CloudLinux has not issued a formal security advisory, coordinated disclosure, or CVE assignment as of the time of writing. 

This marks the second significant RCE issue linked to Imunify360, following a similar disclosure by Talos Intelligence in 2021.

Based on independent analysis by PatchStack researchers, the estimated CVSS score for this vulnerability is 8.2, placing it in the “High” severity category.

How to Secure Your Environment Against Imunify360 RCE

In light of the recent Imunify360 AV vulnerability, organizations should take immediate steps to secure their hosting environments and reduce the risk of exploitation. 

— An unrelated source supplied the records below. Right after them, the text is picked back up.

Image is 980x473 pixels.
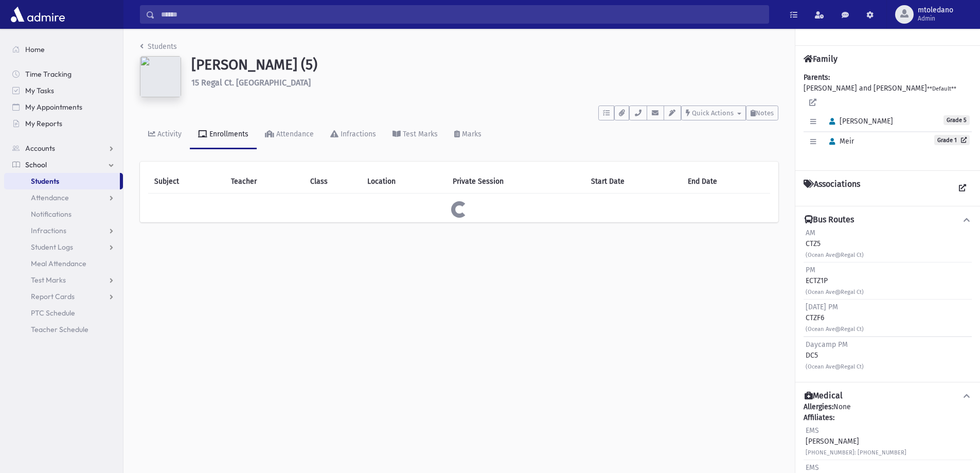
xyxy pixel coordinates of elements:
th: Subject [148,170,225,194]
span: mtoledano [917,6,954,14]
h4: Bus Routes [805,215,854,225]
div: DC5 [806,339,864,372]
span: Notes [755,109,774,117]
a: Students [140,42,177,51]
span: Time Tracking [26,70,71,78]
a: Student Logs [4,239,123,255]
th: Location [361,170,446,194]
span: EMS [806,463,819,472]
span: My Appointments [26,102,82,112]
th: Teacher [225,170,304,194]
a: Enrollments [190,121,257,149]
button: Quick Actions [682,106,746,121]
span: AM [806,228,815,237]
span: Accounts [26,144,55,153]
h4: Associations [804,179,860,197]
span: Report Cards [31,292,75,301]
img: bdb44876-5edc-4118-ad00-46c9b3f005c4 [140,56,181,97]
button: Notes [746,106,778,121]
a: Attendance [4,189,123,206]
span: Teacher Schedule [31,325,89,334]
a: Report Cards [4,288,123,305]
a: Activity [140,121,190,149]
div: Attendance [274,129,313,138]
a: Test Marks [384,121,446,149]
b: Affiliates: [804,413,835,422]
nav: breadcrumb [140,41,177,56]
a: Accounts [4,140,123,157]
small: [PHONE_NUMBER]: [PHONE_NUMBER] [806,449,907,456]
a: Teacher Schedule [4,321,123,337]
div: ECTZ1P [806,264,864,297]
button: Bus Routes [804,215,972,225]
span: Attendance [31,193,69,203]
img: AdmirePro [8,4,68,25]
a: Time Tracking [4,66,123,82]
div: Test Marks [401,129,438,138]
a: Grade 1 [934,135,969,145]
a: PTC Schedule [4,305,123,321]
a: View all Associations [954,179,972,197]
h4: Family [804,54,837,63]
span: Test Marks [31,276,66,285]
div: CTZF6 [806,301,864,334]
span: Meir [825,137,854,145]
span: Admin [917,14,954,23]
span: Home [26,45,45,54]
button: Medical [804,390,972,402]
th: End Date [682,170,770,194]
h1: [PERSON_NAME] (5) [191,56,778,74]
a: Marks [446,121,490,149]
small: (Ocean Ave@Regal Ct) [806,364,864,370]
span: PM [806,266,815,274]
div: CTZ5 [806,227,864,260]
h4: Medical [805,390,843,402]
a: Attendance [257,121,322,149]
div: Enrollments [207,129,248,138]
input: Search [155,5,769,24]
span: Notifications [31,210,71,218]
span: [DATE] PM [806,303,838,312]
div: Activity [155,129,181,138]
small: (Ocean Ave@Regal Ct) [806,252,864,258]
a: My Tasks [4,82,123,99]
span: Students [31,176,59,186]
div: [PERSON_NAME] [806,425,907,457]
a: My Reports [4,115,123,132]
small: (Ocean Ave@Regal Ct) [806,326,864,332]
span: PTC Schedule [31,308,75,318]
div: Marks [460,129,482,138]
a: My Appointments [4,99,123,115]
span: Grade 5 [944,115,969,125]
a: Infractions [322,121,384,149]
h6: 15 Regal Ct. [GEOGRAPHIC_DATA] [191,78,778,87]
span: Infractions [31,226,66,235]
small: (Ocean Ave@Regal Ct) [806,289,864,295]
a: Test Marks [4,272,123,288]
span: Student Logs [31,242,73,252]
a: Infractions [4,222,123,239]
div: Infractions [338,129,376,138]
th: Private Session [446,170,585,194]
span: My Reports [26,119,63,128]
a: Home [4,41,123,57]
span: School [26,160,47,169]
th: Class [304,170,361,194]
div: [PERSON_NAME] and [PERSON_NAME] [804,72,972,162]
span: EMS [806,426,819,435]
a: Students [4,173,120,189]
span: Quick Actions [692,109,733,117]
span: My Tasks [26,86,54,95]
span: [PERSON_NAME] [825,117,893,126]
th: Start Date [585,170,682,194]
span: Meal Attendance [31,259,86,268]
a: Meal Attendance [4,255,123,272]
span: Daycamp PM [806,340,848,349]
a: Notifications [4,206,123,222]
b: Parents: [804,73,829,82]
b: Allergies: [804,403,834,411]
a: School [4,157,123,173]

  • Immediately apply Imunify360 AV updates (v32.7.4.0 or later) and verify server integrity, especially for systems that processed untrusted files since late October 2024.
  • Run the AI-Bolit scanner in a tightly isolated environment (container/VM) with minimal privileges, no network access, and restricted filesystem visibility.
  • Reduce privilege exposure by enforcing strict user separation and mandatory access (MAC) controls to prevent the scanner or compromised processes from executing unauthorized commands or modifying critical system areas.
  • Harden execution paths and temporary directories by disabling deep deobfuscation where possible and mounting /tmp and similar dirs with noexec/nosuid/nodev.
  • Monitor for abnormal scanner behavior and perform retrospective threat hunting, including scanning for unexpected processes, suspicious artifacts in temp directories, altered PHP files, or persistence mechanisms.
  • Review and tighten privilege boundaries between website users, hosting environments, and scanning services, applying network segmentation to prevent lateral movement or elevation from shared hosting environments.
  • Implement stronger detection/telemetry controls, including file integrity monitoring (FIM), WAF telemetry review, and enhanced auditing of scan logs and executed commands.

By implementing these mitigations, organizations can reduce the attack surface created by this Imunify360 vulnerability and strengthen overall resilience.

This vulnerability demonstrates the dangers of executing untrusted content during malware analysis, especially within high-privilege services. 

The widespread use of Imunify360 across shared hosting environments amplifies the risk, making prompt patching and containment essential.  

Such vulnerabilities underscore the necessity of zero-trust principles that emphasize verification and control.